Why does John McCain‘s campaign strategy these days seem to consist almost entirely of propagating falsehoods?
For example, there was this item from NBC‘s FirstRead blog yesterday:
McCain and his campaign repeated at least two lines of attack against Obama, which when first said in early July, were called “bogus,” “wrong,” “inflated” and “misleading” by independent fact checkers.
At his town hall today, McCain repeated that Obama wants to raise taxes on those making as little as $32,000 a year and in his campaign’s response to Obama’s event in Springfield, Mo., today, repeated that “…Obama’s bad judgment led him to vote in support of higher taxes 94 times….”
Repeating a claim that has already been demonstrated to be false can only be described as a deliberate lie.
There was also the accusation that McCain and his campaign — with the able assistance of barbecue-lovers throughout the media — milked for several days about Barack Obama and wounded U.S. troops in Germany.
For four days, Sen. John McCain and his allies have accused Sen. Barack Obama of snubbing wounded soldiers by canceling a visit to a military hospital because he could not take reporters with him, despite no evidence that the charge is true.
The attacks are part of a newly aggressive McCain operation whose aim is to portray the Democratic presidential candidate as a craven politician more interested in his image than in ailing soldiers, a senior McCain adviser said. They come despite repeated pledges by the Republican that he will never question his rival’s patriotism.
The essence of McCain’s allegation is that Obama planned to take a media entourage, including television cameras, to Landstuhl Regional Medical Center in Germany during his week-long foreign trip, and that he canceled the visit when he learned he could not do so…. In fact, there is no evidence that he planned to take anyone to the American hospital other than a military adviser…
On Monday, McCain once again repeated what has become his staple lie:
John McCain again pushed for offshore drilling Monday, and suggested it could provide relief to American consumers “within a matter of months.”
“There are some instances within a matter of months, they could be getting additional oil. In some cases, it would be a matter of a year,” McCain said at a press conference in Bakersfield, California. “In some cases, it could take longer than that depending on the location and whether or not you use existing rigs or you have to install new rigs. But there is abundant resources in the view of the people who are in the business that could be exploited in a matter of months.”

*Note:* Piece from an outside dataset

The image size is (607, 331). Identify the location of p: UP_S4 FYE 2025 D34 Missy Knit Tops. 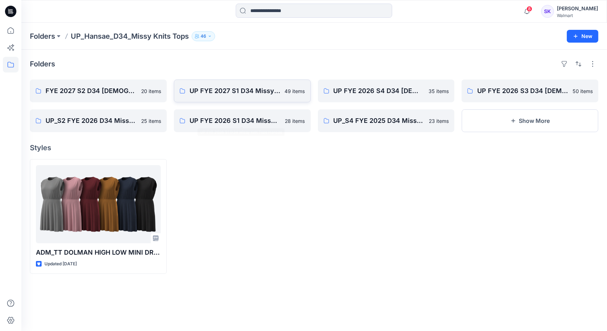
(379, 121).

As is well known — to everyone, including the McCain campaign — the federal Energy Information Administration has previously estimated that if the offshore drilling moratorium were lifted today, “production would not be expected to start before 2017″ and offshore drilling “would not have a significant impact on domestic crude oil and natural gas production or prices before 2030″.
McCain himself, in a weak moment, has acknowledged that offshore drilling would at best have only a psychological impact on crude oil prices today and gas prices at the pump. More importantly, since McCain is not authorized to make official statements on behalf of himself, his grand vizier Douglas Holtz-Eakin, has acknowledged that new offshore drilling would have no immediate effect on supplies or prices.
So, coming back to the original question, why adopt wholesale lying as a campaign strategy?
Because it works, that’s why; enough of us are dumb enough to buy the lie:
As gas prices remain above $4 a gallon in most of the Bay Area, Californians are more open to the idea of offshore drilling for oil than they have been in the past.
A slim majority — 51 percent to 45 percent — approve of offshore drilling, according to a survey by the Public Policy Institute of California. It’s the first time since the institute began asking the question in 2003 that more residents favor drilling than oppose it. A year ago, 41 percent favored drilling.
Still, the issue appears driven by partisan inclinations. More than three-quarters — 77 percent — of Republicans support offshore oil drilling, up from 60 percent a year ago. Only 35 percent of Democrats approve of drilling, but that’s up, from 29 percent a year ago. Less than half of independents — 44 percent — are in favor, up from 33 percent last year.